Page:Nullification Controversy in South Carolina.djvu/23

This page has been validated.
4
Nullification Controversy in South Carolina

legislature met in November for that body to feel justified in making an official declaration for the state. Both houses approved a set of resolutions which asserted the right of the people or the legislature of any state "to every extent not limited, to remonstrate against violations of the fundamental compact … between the people of the different states with each other as separate independent sovereignties." All tariff acts, the object of which was not the raising of revenue nor the regulation of foreign commerce but the promotion of domestic manufactures, were pronounced violations of the Constitution, "in its spirit," which ought to be repealed. They also denied the constitutional power of Congress to construct internal improvements.[1]

By this time John C. Calhoun saw clearly the danger to which the power of Congress to pass protective tariffs might lead; this power might "make one section tributary to another, and be

  1. And, having become somewhat exercised over the recent activities of the American Colonization Society, they resolved that, since it was not an object of national interest, Congress had no power in any way to patronize or direct appropriations for its benefit. The South Carolina senators in Congress were "instructed" and the representatives "requested" to act in accordance with these views (Report and Resolutions of the Special Committee of the Senate on the Subject of State Rights. Pamphlet).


§ Exercise details
Beginning with the line that contains "Image resolution: width=592" and concluding with the final line of the listing below, output each line exactly, and only those lines.

§ Data for analysis
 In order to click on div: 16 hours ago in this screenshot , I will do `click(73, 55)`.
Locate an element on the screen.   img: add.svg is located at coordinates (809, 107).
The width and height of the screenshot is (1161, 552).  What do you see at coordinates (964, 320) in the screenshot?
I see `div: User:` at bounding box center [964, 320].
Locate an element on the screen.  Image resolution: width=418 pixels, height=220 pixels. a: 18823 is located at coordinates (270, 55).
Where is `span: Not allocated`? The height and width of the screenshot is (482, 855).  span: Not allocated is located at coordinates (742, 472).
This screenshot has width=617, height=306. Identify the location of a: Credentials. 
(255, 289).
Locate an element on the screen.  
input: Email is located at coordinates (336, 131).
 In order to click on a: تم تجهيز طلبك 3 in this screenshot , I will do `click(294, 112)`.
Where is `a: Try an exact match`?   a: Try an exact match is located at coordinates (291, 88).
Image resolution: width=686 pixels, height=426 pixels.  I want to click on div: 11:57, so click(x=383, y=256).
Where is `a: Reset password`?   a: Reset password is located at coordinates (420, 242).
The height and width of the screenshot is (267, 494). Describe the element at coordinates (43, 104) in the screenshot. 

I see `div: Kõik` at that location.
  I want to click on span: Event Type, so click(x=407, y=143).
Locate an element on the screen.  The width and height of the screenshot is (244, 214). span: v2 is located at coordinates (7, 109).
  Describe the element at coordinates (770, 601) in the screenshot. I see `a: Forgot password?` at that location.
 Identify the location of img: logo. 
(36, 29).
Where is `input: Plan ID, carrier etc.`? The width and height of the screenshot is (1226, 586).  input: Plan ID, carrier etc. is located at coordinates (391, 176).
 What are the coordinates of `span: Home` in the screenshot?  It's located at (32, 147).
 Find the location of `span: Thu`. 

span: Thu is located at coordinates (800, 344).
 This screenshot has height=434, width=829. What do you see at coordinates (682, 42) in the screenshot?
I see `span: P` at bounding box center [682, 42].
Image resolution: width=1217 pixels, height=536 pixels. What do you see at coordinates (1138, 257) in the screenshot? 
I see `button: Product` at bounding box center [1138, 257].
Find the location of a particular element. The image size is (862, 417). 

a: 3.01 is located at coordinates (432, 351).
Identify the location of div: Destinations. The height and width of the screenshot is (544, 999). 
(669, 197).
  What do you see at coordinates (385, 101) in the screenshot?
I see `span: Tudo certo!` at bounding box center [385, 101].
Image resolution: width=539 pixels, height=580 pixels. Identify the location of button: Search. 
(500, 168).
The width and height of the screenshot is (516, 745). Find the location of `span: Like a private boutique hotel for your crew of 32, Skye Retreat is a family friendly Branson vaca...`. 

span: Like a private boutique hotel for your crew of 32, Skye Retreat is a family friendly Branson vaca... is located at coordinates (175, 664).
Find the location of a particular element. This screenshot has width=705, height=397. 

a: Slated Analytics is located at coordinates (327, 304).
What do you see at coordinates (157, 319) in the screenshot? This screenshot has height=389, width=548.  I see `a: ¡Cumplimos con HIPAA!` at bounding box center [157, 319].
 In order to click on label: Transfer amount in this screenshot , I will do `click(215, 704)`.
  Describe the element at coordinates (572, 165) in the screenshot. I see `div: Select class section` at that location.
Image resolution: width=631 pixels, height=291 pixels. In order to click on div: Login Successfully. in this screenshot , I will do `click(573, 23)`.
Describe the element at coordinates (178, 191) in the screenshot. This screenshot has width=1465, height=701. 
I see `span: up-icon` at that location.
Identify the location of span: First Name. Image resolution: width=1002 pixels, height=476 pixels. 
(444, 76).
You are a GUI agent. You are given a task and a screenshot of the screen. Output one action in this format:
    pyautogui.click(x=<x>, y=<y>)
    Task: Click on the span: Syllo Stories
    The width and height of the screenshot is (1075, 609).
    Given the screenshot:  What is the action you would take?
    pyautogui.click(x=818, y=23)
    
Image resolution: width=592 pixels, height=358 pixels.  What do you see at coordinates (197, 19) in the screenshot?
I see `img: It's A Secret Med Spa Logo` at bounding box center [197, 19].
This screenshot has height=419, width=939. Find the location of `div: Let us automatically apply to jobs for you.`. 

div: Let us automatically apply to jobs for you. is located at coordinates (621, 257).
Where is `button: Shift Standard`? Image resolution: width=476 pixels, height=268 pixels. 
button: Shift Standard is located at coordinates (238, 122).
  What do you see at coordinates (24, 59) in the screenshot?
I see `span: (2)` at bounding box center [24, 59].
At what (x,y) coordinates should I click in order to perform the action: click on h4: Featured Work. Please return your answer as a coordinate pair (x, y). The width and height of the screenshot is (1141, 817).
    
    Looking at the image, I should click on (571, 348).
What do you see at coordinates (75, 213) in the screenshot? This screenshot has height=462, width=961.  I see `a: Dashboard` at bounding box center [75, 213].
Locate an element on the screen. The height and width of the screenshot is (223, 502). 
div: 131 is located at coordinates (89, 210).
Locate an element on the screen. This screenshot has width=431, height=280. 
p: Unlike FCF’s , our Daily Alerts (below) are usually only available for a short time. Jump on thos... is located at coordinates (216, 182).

§ Response area
Image resolution: width=592 pixels, height=358 pixels.  What do you see at coordinates (197, 19) in the screenshot?
I see `img: It's A Secret Med Spa Logo` at bounding box center [197, 19].
This screenshot has height=419, width=939. Find the location of `div: Let us automatically apply to jobs for you.`. 

div: Let us automatically apply to jobs for you. is located at coordinates (621, 257).
Where is `button: Shift Standard`? Image resolution: width=476 pixels, height=268 pixels. 
button: Shift Standard is located at coordinates (238, 122).
  What do you see at coordinates (24, 59) in the screenshot?
I see `span: (2)` at bounding box center [24, 59].
At what (x,y) coordinates should I click in order to perform the action: click on h4: Featured Work. Please return your answer as a coordinate pair (x, y). The width and height of the screenshot is (1141, 817).
    
    Looking at the image, I should click on (571, 348).
What do you see at coordinates (75, 213) in the screenshot? This screenshot has height=462, width=961.  I see `a: Dashboard` at bounding box center [75, 213].
Locate an element on the screen. The height and width of the screenshot is (223, 502). 
div: 131 is located at coordinates (89, 210).
Locate an element on the screen. This screenshot has width=431, height=280. 
p: Unlike FCF’s , our Daily Alerts (below) are usually only available for a short time. Jump on thos... is located at coordinates (216, 182).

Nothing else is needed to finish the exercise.